For its first eighteen months, the Trump administration steered a surprisingly defensible course in Afghanistan, thanks to many of Trump’s appointees who worked to preserve something of America’s interests intact within the confines of Trump’s desire to reduce American commitments overseas. They were squeezed from two sides: on the one hand, the frustrating results of the Obama administration’s various strategies – surge, drawdown, and negotiations – seemed (wrongly) to prove their futility. On the other hand, virtually no one was convinced that Trump’s demand to get out fully and immediately was a good idea. They wanted to stay, but it was unclear what kind of posture, mission, or strategy would be more effective than what Obama had tried.
Having accomplished its immediate objectives, the spring of 2002 was an ideal moment for the administration to pause and reassess its strategy, goals, and purpose in Afghanistan. Rather than grapple with the newfound complexity, a sense of inertia, drift, and inattention took over. There was, of course, a sense of urgency and a serious debate starting in the spring of 2002, but it was not about Afghanistan. As the year wore on, the administration became almost wholly consumed with preparations for the war in Iraq. Counterintuitively, the drift and inattention could occasionally work to Afghanistan’s benefit. The Bonn Process unfolded as planned and was widely seen as a success with only loose oversight by policymakers in DC and more leadership from the UN. Unfortunately, Bonn would prove to be the easy part.

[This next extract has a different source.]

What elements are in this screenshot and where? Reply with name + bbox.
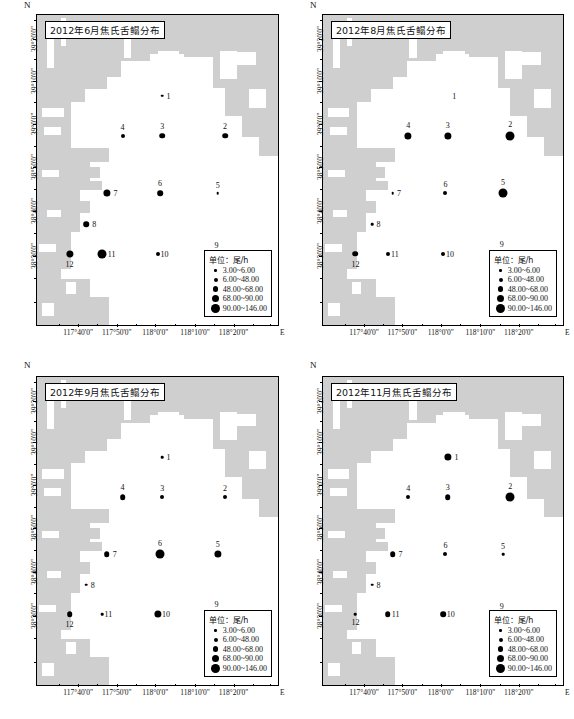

While the political process unfolded, the international community tried, and, absent American leadership, failed to mount the most ambitious reconstruction and stabilization operation since World War II.
Trump’s newly empowered foreign policy led to the Doha agreement with the Taliban and America’s final defeat in Afghanistan. The Taliban’s principal demand and the central element of the eventual Doha agreement was the full withdrawal of US forces from Afghanistan. It was hardly something the Taliban needed to demand because Trump was demanding it too. Trump was not inclined to enforce the agreement anyway. Trump campaigned on getting out of Afghanistan and repeatedly and publicly announced his intent to withdraw, which undermined negotiations just as much as Obama’s timetable had done.